Courtesy of Bottom of the Ocean
Immersive show ‘Bottom of the Ocean’ strikes a weird, very 2021 chord
The interactive experience in the basement of a church in Bushwick seems to want to shock more than entertain
“Bottom of the Ocean,” a new immersive show in Bushwick created to be performed for up to five audience members at once, is the oddest and perhaps most petrifying live-theater experience currently out there.
Is it memorable? Certainly. Unique? Yes. Absolutely frightening? You bet. Did it seem to have a point? Not really. Is it worth the $45-$100 price tag? Depends.
BOTO, as the experience is constantly referred to by the actors involved, is the third production from Andrew Hoepfner’s company Houseworld Immersive, this one created with multidisciplinary graphic designer Chia Kwa, featuring costumes by Laura Borys and tech design by Howard Rigberg.
Upon entering Gymnopedie, 5,500 square feet of restored basement in the 19th-century building that houses the Bushwick United Methodist Church, guests are asked to stand around a piece of wood hanging from the ceiling and begin chanting a mantra that touches upon themes of drowning and death.
After putting on parochial-like capes, patrons are then guided into a variety of dark rooms featuring eerie music and usually a single actor wearing some sort of facial covering.
Each space supposedly tackles themes related to ceremony and ritual life. In reality, it feels like a Halloween haunted house, with intense and talented actors continuously popping out of seemingly nowhere. The point of the journey gets a bit lost in a sea of unanticipated adrenaline.
In one of the rooms, for example, after being asked by one of the performers to face a dark wall and scream out the name “Little Gene,” the actress taking on the role of Gene suddenly taps on the guests’ shoulders, startling them. In another room, one of the artists spends almost 10 minutes covered in what looks like a sheet while on his knees, making ghost-like gestures and chanting sinister mantras while the guests stare on.
In short, iInstead of facilitating a sort of artistic therapy, allowing the guests to discover certain parts of themselves that are usually unlocked through exposure to art forms, the effect of the experience seems to simply evoke stupor.
Some portions of the immersive show do, however, resonate. In one of the rooms, for example, the actress on premise asks guests to recall a portion of the day that might have caused them pain and another instance during which they were the ones to cause someone else pain. She then offers them a piece of charcoal and a grinder-like machine, urging participants to grind what they have in hand, eventually declaring the episodes officially expunged and over with.That sort of forced introspection feels like what BOTO wants to be throughout but fails short at.
In another notable room, spectators are asked to enter a cave filled with balloons–stand-ins for memories. Upon prompts from the actor present, each guest is asked to reminisce about a specific portion of their past. The few minutes spent revisiting memories add a personal aura to the event lending it some sort of meaning that gets lost in other rooms.
I discussed a childhood spent overseas, in Europe, recalling how moving to the United States filled me with the sort of dread that morphed into sadness and eventually became excitement. My companion similarly remembered summer vacations in Israel and the freespirit-like quality of youth. “That sounds amazing!” the performer who led our journey kept repeating to us.
Overall, BOTO is unlike any of the other immersive theatrical spectacles that have landed on New York’s cultural scene. It is more intimate than “Sleep No More,” less traditional than “Speakeasy Times Square” and not as straightforward in its purpose as “Odd Man Out.” But that is the beauty of New York’s artistic landscape, where a whole lot of outlandish productions can co-exist and find a dedicated audience.
“Bottom of the Ocean” will be running at Gymnopedie, 1139 Bushwick Ave., into the 2022 for an undetermined length of time. Tickets are $45-$100.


▸ AIM OF THE EXERCISE
Once the pictures have been removed, repeat the remainder of the records exactly.

[Figure record listings]
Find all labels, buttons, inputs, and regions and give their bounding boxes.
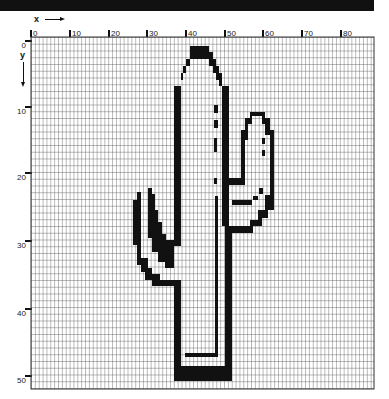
pixel-grid <box>0 0 389 399</box>
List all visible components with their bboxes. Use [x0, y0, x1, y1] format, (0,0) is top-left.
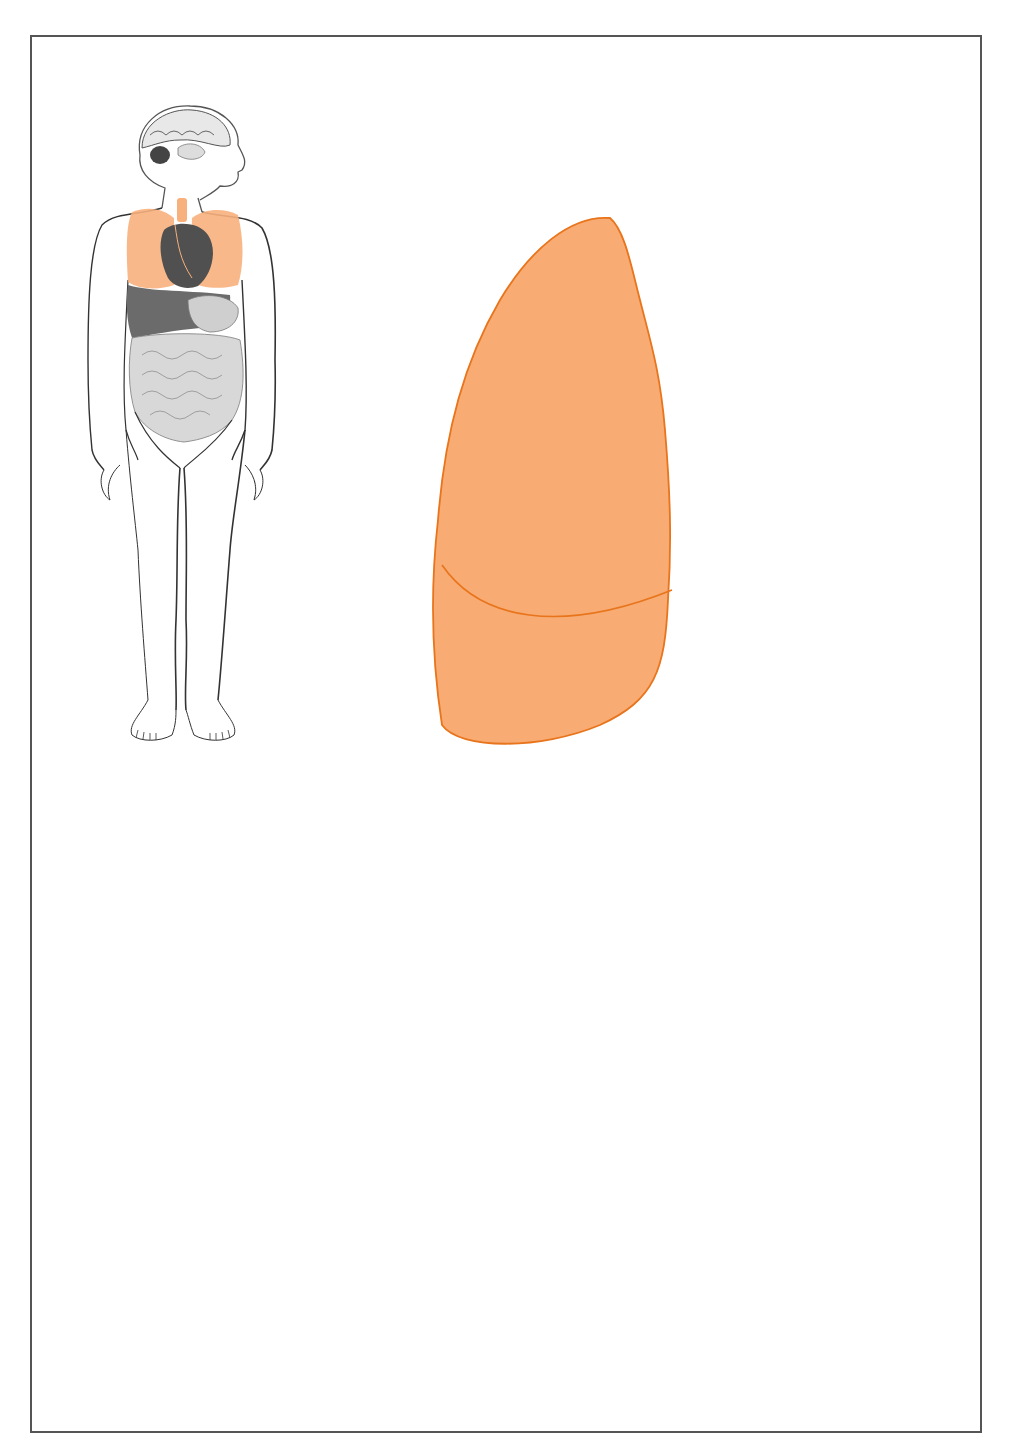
- body-anatomy-illustration: [80, 100, 300, 760]
- brain-icon: [139, 106, 244, 212]
- page-title-fragment: [0, 0, 1019, 8]
- body-figure-svg: [80, 100, 300, 760]
- lungs-svg: [420, 100, 960, 770]
- lungs-airway-illustration: [420, 100, 960, 770]
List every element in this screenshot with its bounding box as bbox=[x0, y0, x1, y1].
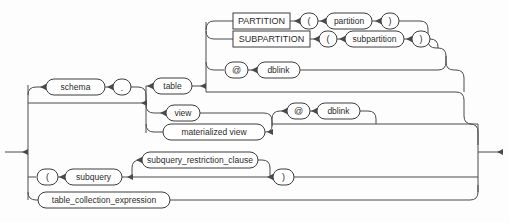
dblink-table-label: dblink bbox=[267, 65, 290, 75]
node-rparen-subquery: ) bbox=[273, 169, 294, 185]
subquery-label: subquery bbox=[76, 172, 112, 182]
lparen-subquery-label: ( bbox=[46, 172, 49, 182]
table-arrow bbox=[147, 83, 153, 89]
at-view-label: @ bbox=[294, 106, 303, 116]
tce-enter-rail bbox=[28, 192, 38, 200]
node-lparen-partition: ( bbox=[300, 13, 318, 29]
node-dblink-view: dblink bbox=[317, 103, 360, 119]
rparen-partition-label: ) bbox=[389, 16, 392, 26]
src-arrow bbox=[136, 157, 142, 163]
partition-enter-rail bbox=[206, 21, 233, 30]
src-enter-rail bbox=[132, 160, 142, 177]
node-rparen-subpartition: ) bbox=[412, 31, 430, 47]
node-lparen-subpartition: ( bbox=[319, 31, 337, 47]
subpartition-enter-rail bbox=[206, 31, 233, 39]
lparen-subpartition-label: ( bbox=[327, 34, 330, 44]
partition-lparen-arrow bbox=[294, 18, 300, 24]
partition-name-arrow bbox=[320, 18, 326, 24]
subpartition-keyword-label: SUBPARTITION bbox=[239, 34, 305, 44]
src-exit-rail bbox=[258, 160, 270, 177]
rparen-subquery-label: ) bbox=[282, 172, 285, 182]
dot-label: . bbox=[121, 83, 124, 93]
object-group-arrow bbox=[141, 100, 147, 106]
node-table-collection-expression: table_collection_expression bbox=[38, 192, 170, 208]
node-subquery: subquery bbox=[65, 169, 122, 185]
subpartition-rparen-arrow bbox=[406, 36, 412, 42]
dblink-table-exit-rail bbox=[300, 62, 446, 70]
node-at-table: @ bbox=[225, 62, 248, 78]
partition-rparen-arrow bbox=[375, 18, 381, 24]
table-group-merge-rail bbox=[464, 108, 478, 124]
table-collection-expression-label: table_collection_expression bbox=[52, 195, 157, 205]
partition-keyword-label: PARTITION bbox=[238, 16, 285, 26]
suffix-group-merge-rail bbox=[446, 62, 464, 92]
node-materialized-view: materialized view bbox=[163, 124, 265, 140]
node-schema: schema bbox=[46, 79, 105, 95]
node-dblink-table: dblink bbox=[257, 62, 300, 78]
lparen-partition-label: ( bbox=[308, 16, 311, 26]
subpartition-name-arrow bbox=[339, 36, 345, 42]
table-suffix-arrow bbox=[200, 83, 206, 89]
subquery-arrow bbox=[59, 174, 65, 180]
node-rparen-partition: ) bbox=[381, 13, 399, 29]
node-partition: partition bbox=[326, 13, 372, 29]
at-view-arrow bbox=[281, 108, 287, 114]
node-subpartition: subpartition bbox=[345, 31, 404, 47]
partition-label: partition bbox=[334, 16, 365, 26]
at-table-label: @ bbox=[232, 65, 241, 75]
subquery-restriction-clause-label: subquery_restriction_clause bbox=[147, 155, 253, 165]
dblink-view-exit-rail bbox=[360, 111, 376, 124]
rparen-subpartition-label: ) bbox=[420, 34, 423, 44]
at-table-enter-rail bbox=[206, 62, 224, 70]
node-view: view bbox=[166, 105, 200, 121]
subpartition-lparen-arrow bbox=[313, 36, 319, 42]
dblink-table-arrow bbox=[251, 67, 257, 73]
view-label: view bbox=[174, 108, 192, 118]
schema-label: schema bbox=[61, 82, 91, 92]
dblink-view-label: dblink bbox=[327, 106, 350, 116]
dot-to-group-rail bbox=[131, 87, 146, 103]
table-label: table bbox=[163, 81, 182, 91]
railroad-diagram: schema . table PARTITION ( partition bbox=[0, 0, 509, 223]
view-group-merge-rail bbox=[376, 124, 478, 145]
view-enter-rail bbox=[146, 105, 165, 113]
node-lparen-subquery: ( bbox=[37, 169, 58, 185]
node-dot: . bbox=[113, 79, 131, 95]
syntax-diagram-canvas: schema . table PARTITION ( partition bbox=[0, 0, 509, 223]
tce-exit-rail bbox=[170, 185, 478, 200]
node-partition-keyword: PARTITION bbox=[233, 13, 290, 29]
node-subquery-restriction-clause: subquery_restriction_clause bbox=[142, 152, 258, 168]
dblink-view-arrow bbox=[311, 108, 317, 114]
subquery-exit-arrow bbox=[127, 174, 133, 180]
partition-group-exit-rail bbox=[428, 34, 446, 62]
materialized-view-label: materialized view bbox=[181, 127, 247, 137]
exit-arrow bbox=[497, 149, 503, 155]
entry-arrow bbox=[22, 149, 28, 155]
node-at-view: @ bbox=[287, 103, 310, 119]
schema-enter-rail bbox=[28, 87, 44, 95]
dot-arrow bbox=[107, 84, 113, 90]
matview-merge-arrow bbox=[267, 129, 273, 135]
node-table: table bbox=[153, 78, 192, 94]
node-subpartition-keyword: SUBPARTITION bbox=[233, 31, 310, 47]
view-arrow bbox=[160, 110, 166, 116]
schema-arrow bbox=[40, 84, 46, 90]
matview-enter-rail bbox=[146, 124, 163, 132]
subpartition-label: subpartition bbox=[353, 34, 397, 44]
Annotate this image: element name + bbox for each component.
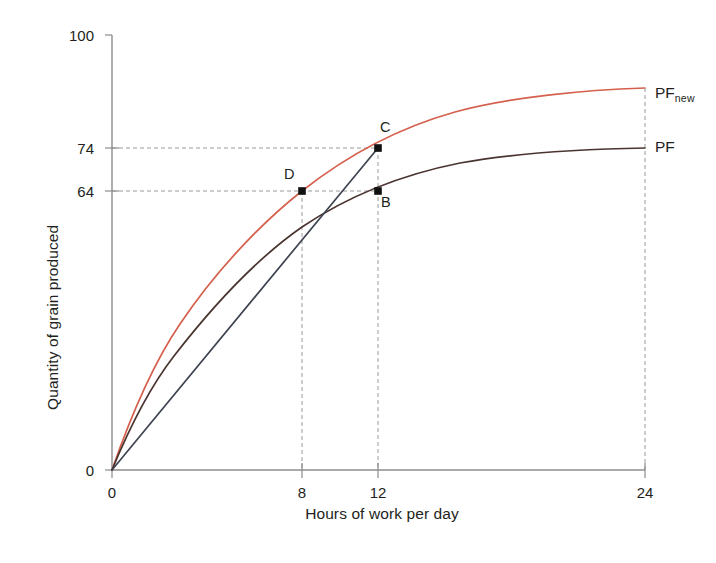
x-tick-label-12: 12 xyxy=(370,484,387,501)
x-axis-title: Hours of work per day xyxy=(0,505,716,523)
y-tick-label-100: 100 xyxy=(48,27,94,44)
axes xyxy=(105,35,645,478)
y-axis-title: Quantity of grain produced xyxy=(44,225,62,410)
point-label-c: C xyxy=(380,119,390,135)
curve-label-pf-new: PFnew xyxy=(655,84,695,102)
y-tick-label-64: 64 xyxy=(48,183,94,200)
point-d-marker xyxy=(298,187,306,195)
production-function-chart xyxy=(0,0,716,563)
x-tick-label-0: 0 xyxy=(108,484,116,501)
curve-label-pf: PF xyxy=(655,138,675,156)
ray-to-c-line xyxy=(112,148,378,470)
chart-figure: 100 74 64 0 0 8 12 24 C B D PFnew PF Qua… xyxy=(0,0,716,563)
x-tick-label-24: 24 xyxy=(637,484,654,501)
point-label-b: B xyxy=(381,194,391,210)
data-points xyxy=(298,144,382,195)
y-tick-label-74: 74 xyxy=(48,140,94,157)
curve-label-pf-new-text: PF xyxy=(655,84,675,101)
curve-label-pf-new-subscript: new xyxy=(675,92,695,104)
point-c-marker xyxy=(374,144,382,152)
point-label-d: D xyxy=(284,166,294,182)
y-tick-label-0: 0 xyxy=(48,462,94,479)
x-tick-label-8: 8 xyxy=(298,484,306,501)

▸ WRITTEN REPLY
Find all labels, buttons, inputs, and regions and give their bounding boxes.
pixel-grid <box>0 0 389 399</box>
List all visible components with their bboxes. Use [x0, y0, x1, y1] format, (0,0) is top-left.
- body-anatomy-illustration: [80, 100, 300, 760]
- brain-icon: [139, 106, 244, 212]
- page-title-fragment: [0, 0, 1019, 8]
- body-figure-svg: [80, 100, 300, 760]
- lungs-svg: [420, 100, 960, 770]
- lungs-airway-illustration: [420, 100, 960, 770]
List every element in this screenshot with its bounding box as bbox=[x0, y0, x1, y1].
dblink-table-label: dblink bbox=[267, 65, 290, 75]
node-rparen-subquery: ) bbox=[273, 169, 294, 185]
subquery-label: subquery bbox=[76, 172, 112, 182]
lparen-subquery-label: ( bbox=[46, 172, 49, 182]
table-arrow bbox=[147, 83, 153, 89]
at-view-label: @ bbox=[294, 106, 303, 116]
tce-enter-rail bbox=[28, 192, 38, 200]
node-lparen-partition: ( bbox=[300, 13, 318, 29]
node-dblink-view: dblink bbox=[317, 103, 360, 119]
rparen-partition-label: ) bbox=[389, 16, 392, 26]
src-arrow bbox=[136, 157, 142, 163]
partition-enter-rail bbox=[206, 21, 233, 30]
src-enter-rail bbox=[132, 160, 142, 177]
node-rparen-subpartition: ) bbox=[412, 31, 430, 47]
node-lparen-subpartition: ( bbox=[319, 31, 337, 47]
subpartition-enter-rail bbox=[206, 31, 233, 39]
lparen-subpartition-label: ( bbox=[327, 34, 330, 44]
partition-lparen-arrow bbox=[294, 18, 300, 24]
partition-name-arrow bbox=[320, 18, 326, 24]
subpartition-keyword-label: SUBPARTITION bbox=[239, 34, 305, 44]
src-exit-rail bbox=[258, 160, 270, 177]
rparen-subquery-label: ) bbox=[282, 172, 285, 182]
dot-label: . bbox=[121, 83, 124, 93]
object-group-arrow bbox=[141, 100, 147, 106]
node-table-collection-expression: table_collection_expression bbox=[38, 192, 170, 208]
node-subquery: subquery bbox=[65, 169, 122, 185]
subpartition-rparen-arrow bbox=[406, 36, 412, 42]
dblink-table-exit-rail bbox=[300, 62, 446, 70]
node-at-table: @ bbox=[225, 62, 248, 78]
partition-rparen-arrow bbox=[375, 18, 381, 24]
table-group-merge-rail bbox=[464, 108, 478, 124]
table-collection-expression-label: table_collection_expression bbox=[52, 195, 157, 205]
partition-keyword-label: PARTITION bbox=[238, 16, 285, 26]
suffix-group-merge-rail bbox=[446, 62, 464, 92]
node-materialized-view: materialized view bbox=[163, 124, 265, 140]
node-schema: schema bbox=[46, 79, 105, 95]
node-dblink-table: dblink bbox=[257, 62, 300, 78]
lparen-partition-label: ( bbox=[308, 16, 311, 26]
subpartition-name-arrow bbox=[339, 36, 345, 42]
table-suffix-arrow bbox=[200, 83, 206, 89]
subquery-arrow bbox=[59, 174, 65, 180]
node-rparen-partition: ) bbox=[381, 13, 399, 29]
node-partition: partition bbox=[326, 13, 372, 29]
at-view-arrow bbox=[281, 108, 287, 114]
node-subpartition: subpartition bbox=[345, 31, 404, 47]
partition-label: partition bbox=[334, 16, 365, 26]
at-table-label: @ bbox=[232, 65, 241, 75]
subquery-restriction-clause-label: subquery_restriction_clause bbox=[147, 155, 253, 165]
dblink-view-exit-rail bbox=[360, 111, 376, 124]
rparen-subpartition-label: ) bbox=[420, 34, 423, 44]
at-table-enter-rail bbox=[206, 62, 224, 70]
node-view: view bbox=[166, 105, 200, 121]
subpartition-lparen-arrow bbox=[313, 36, 319, 42]
dblink-table-arrow bbox=[251, 67, 257, 73]
view-label: view bbox=[174, 108, 192, 118]
schema-label: schema bbox=[61, 82, 91, 92]
dblink-view-label: dblink bbox=[327, 106, 350, 116]
dot-to-group-rail bbox=[131, 87, 146, 103]
table-label: table bbox=[163, 81, 182, 91]
railroad-diagram: schema . table PARTITION ( partition bbox=[0, 0, 509, 223]
view-group-merge-rail bbox=[376, 124, 478, 145]
view-enter-rail bbox=[146, 105, 165, 113]
node-lparen-subquery: ( bbox=[37, 169, 58, 185]
node-dot: . bbox=[113, 79, 131, 95]
syntax-diagram-canvas: schema . table PARTITION ( partition bbox=[0, 0, 509, 223]
tce-exit-rail bbox=[170, 185, 478, 200]
node-partition-keyword: PARTITION bbox=[233, 13, 290, 29]
node-subquery-restriction-clause: subquery_restriction_clause bbox=[142, 152, 258, 168]
dblink-view-arrow bbox=[311, 108, 317, 114]
subquery-exit-arrow bbox=[127, 174, 133, 180]
partition-group-exit-rail bbox=[428, 34, 446, 62]
materialized-view-label: materialized view bbox=[181, 127, 247, 137]
exit-arrow bbox=[497, 149, 503, 155]
entry-arrow bbox=[22, 149, 28, 155]
node-at-view: @ bbox=[287, 103, 310, 119]
schema-enter-rail bbox=[28, 87, 44, 95]
dot-arrow bbox=[107, 84, 113, 90]
matview-merge-arrow bbox=[267, 129, 273, 135]
node-table: table bbox=[153, 78, 192, 94]
node-subpartition-keyword: SUBPARTITION bbox=[233, 31, 310, 47]
view-arrow bbox=[160, 110, 166, 116]
schema-arrow bbox=[40, 84, 46, 90]
matview-enter-rail bbox=[146, 124, 163, 132]
subpartition-label: subpartition bbox=[353, 34, 397, 44]
Annotate this image: element name + bbox for each component.
x-tick-label-12: 12 xyxy=(370,484,387,501)
x-axis-title: Hours of work per day xyxy=(0,505,716,523)
y-tick-label-100: 100 xyxy=(48,27,94,44)
axes xyxy=(105,35,645,478)
y-axis-title: Quantity of grain produced xyxy=(44,225,62,410)
point-label-c: C xyxy=(380,119,390,135)
curve-label-pf-new: PFnew xyxy=(655,84,695,102)
y-tick-label-64: 64 xyxy=(48,183,94,200)
point-d-marker xyxy=(298,187,306,195)
production-function-chart xyxy=(0,0,716,563)
x-tick-label-0: 0 xyxy=(108,484,116,501)
curve-label-pf: PF xyxy=(655,138,675,156)
ray-to-c-line xyxy=(112,148,378,470)
chart-figure: 100 74 64 0 0 8 12 24 C B D PFnew PF Qua… xyxy=(0,0,716,563)
x-tick-label-24: 24 xyxy=(637,484,654,501)
point-label-b: B xyxy=(381,194,391,210)
data-points xyxy=(298,144,382,195)
y-tick-label-74: 74 xyxy=(48,140,94,157)
curve-label-pf-new-text: PF xyxy=(655,84,675,101)
curve-label-pf-new-subscript: new xyxy=(675,92,695,104)
point-c-marker xyxy=(374,144,382,152)
point-label-d: D xyxy=(284,166,294,182)
y-tick-label-0: 0 xyxy=(48,462,94,479)
x-tick-label-8: 8 xyxy=(298,484,306,501)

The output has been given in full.